With all images left out, restate the records below exactly as written.
START Supplied information
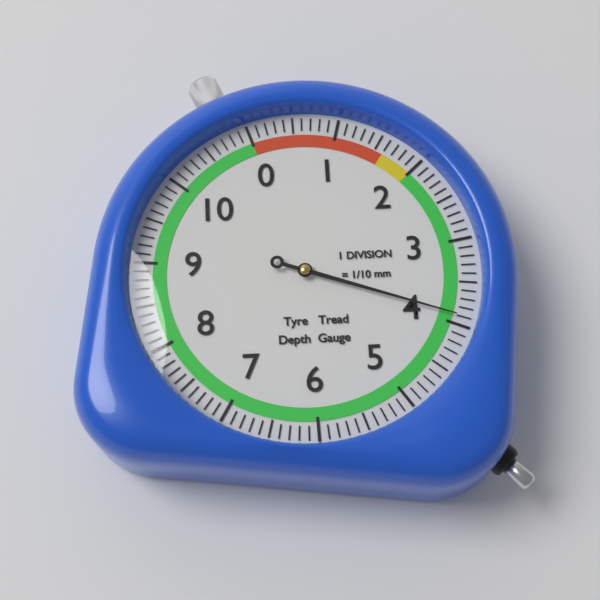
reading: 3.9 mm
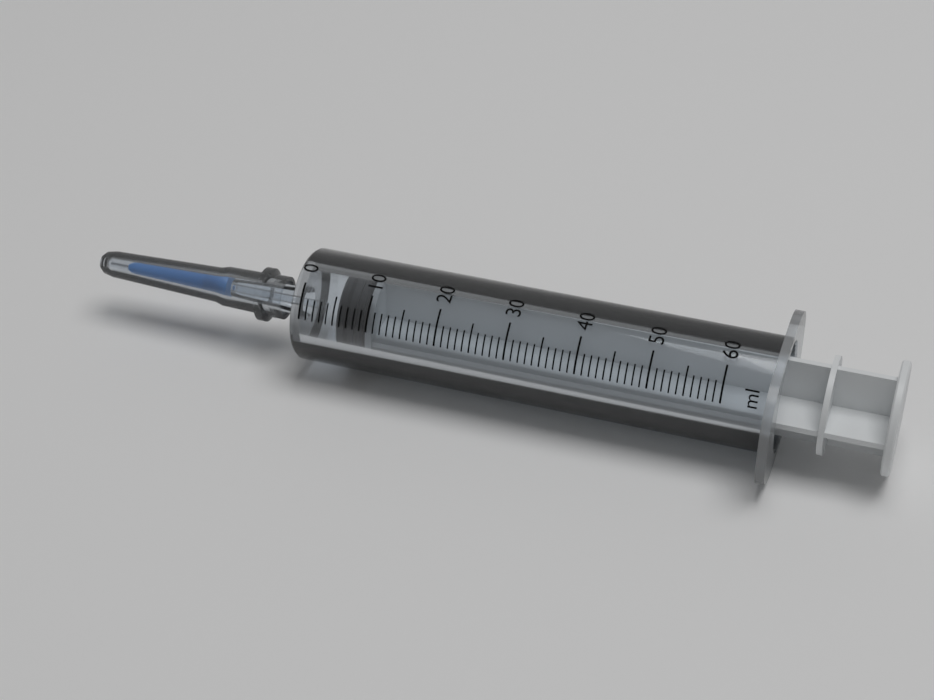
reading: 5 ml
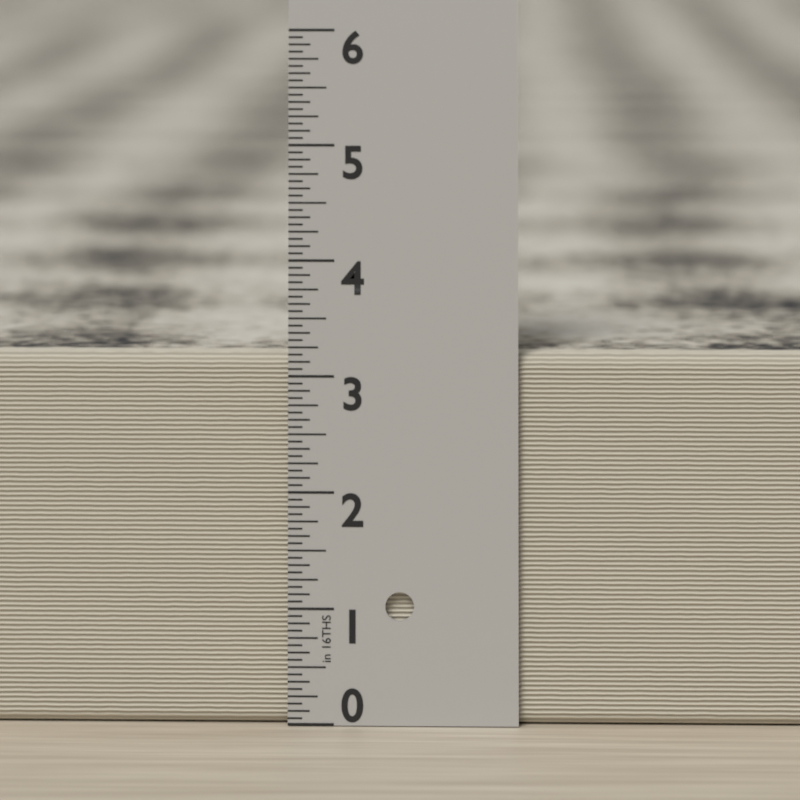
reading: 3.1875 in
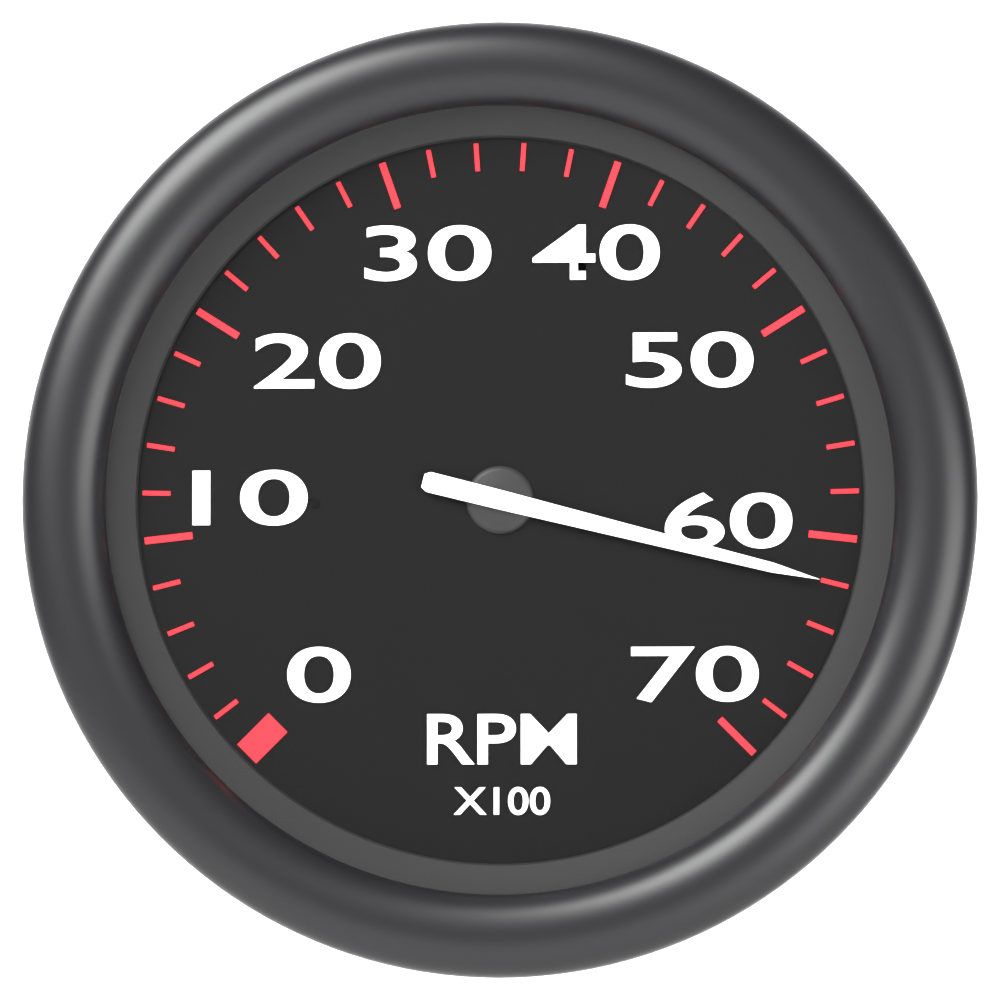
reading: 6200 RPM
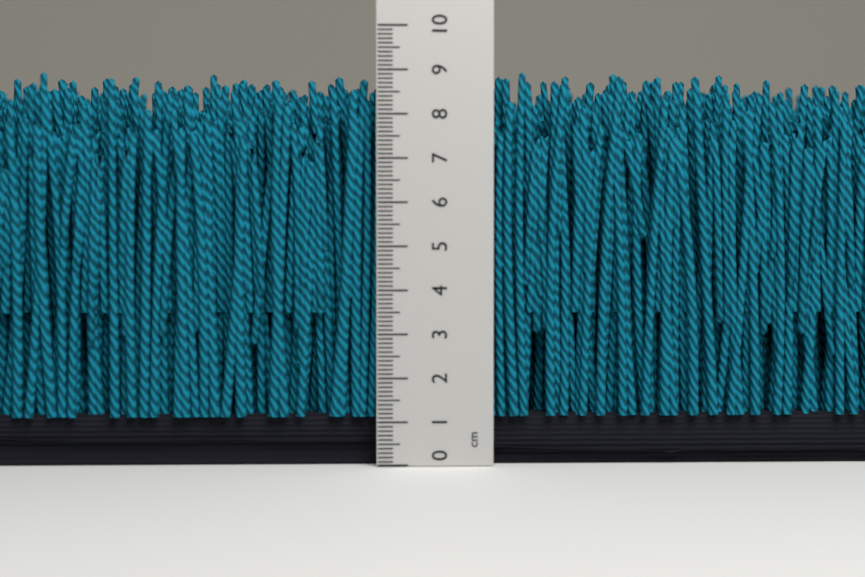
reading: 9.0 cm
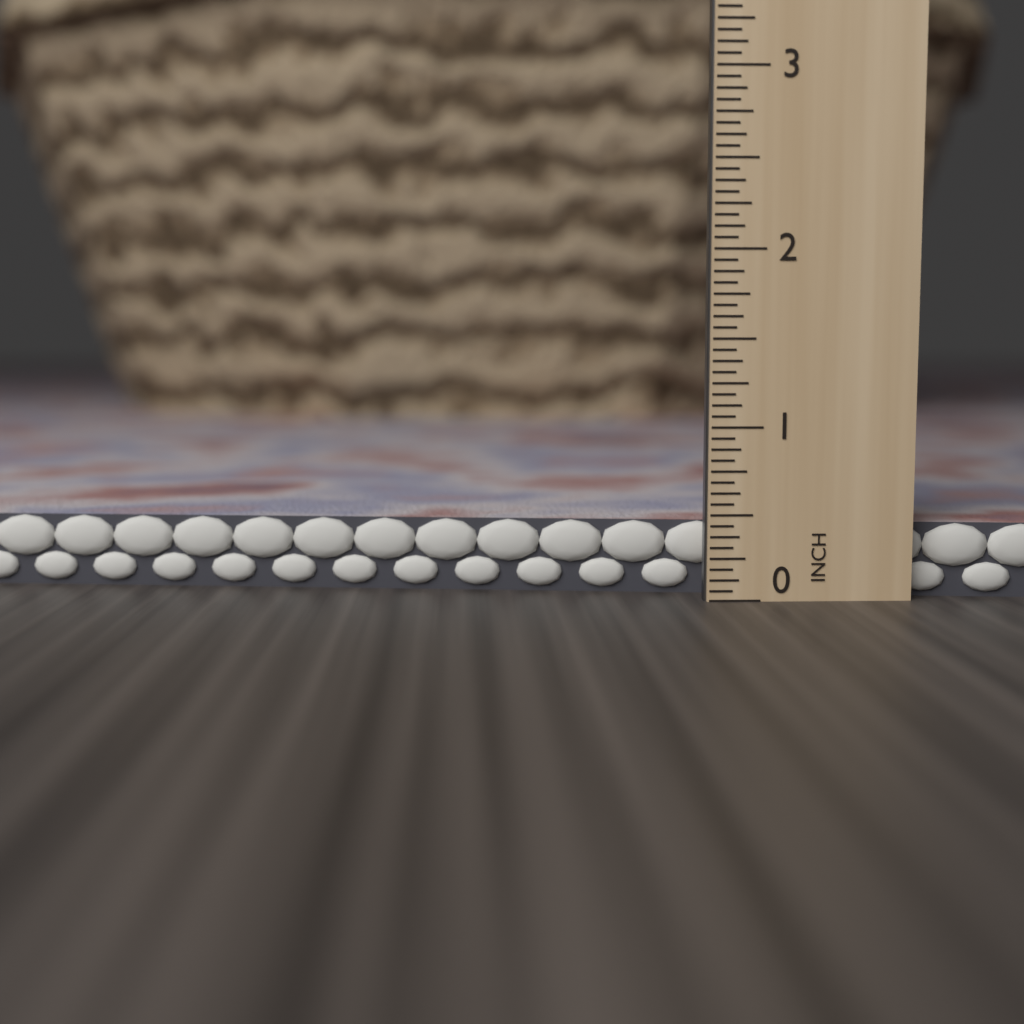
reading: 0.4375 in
END Supplied information
• Task solution:
reading: 3.9 mm
reading: 5 ml
reading: 3.1875 in
reading: 6200 RPM
reading: 9.0 cm
reading: 0.4375 in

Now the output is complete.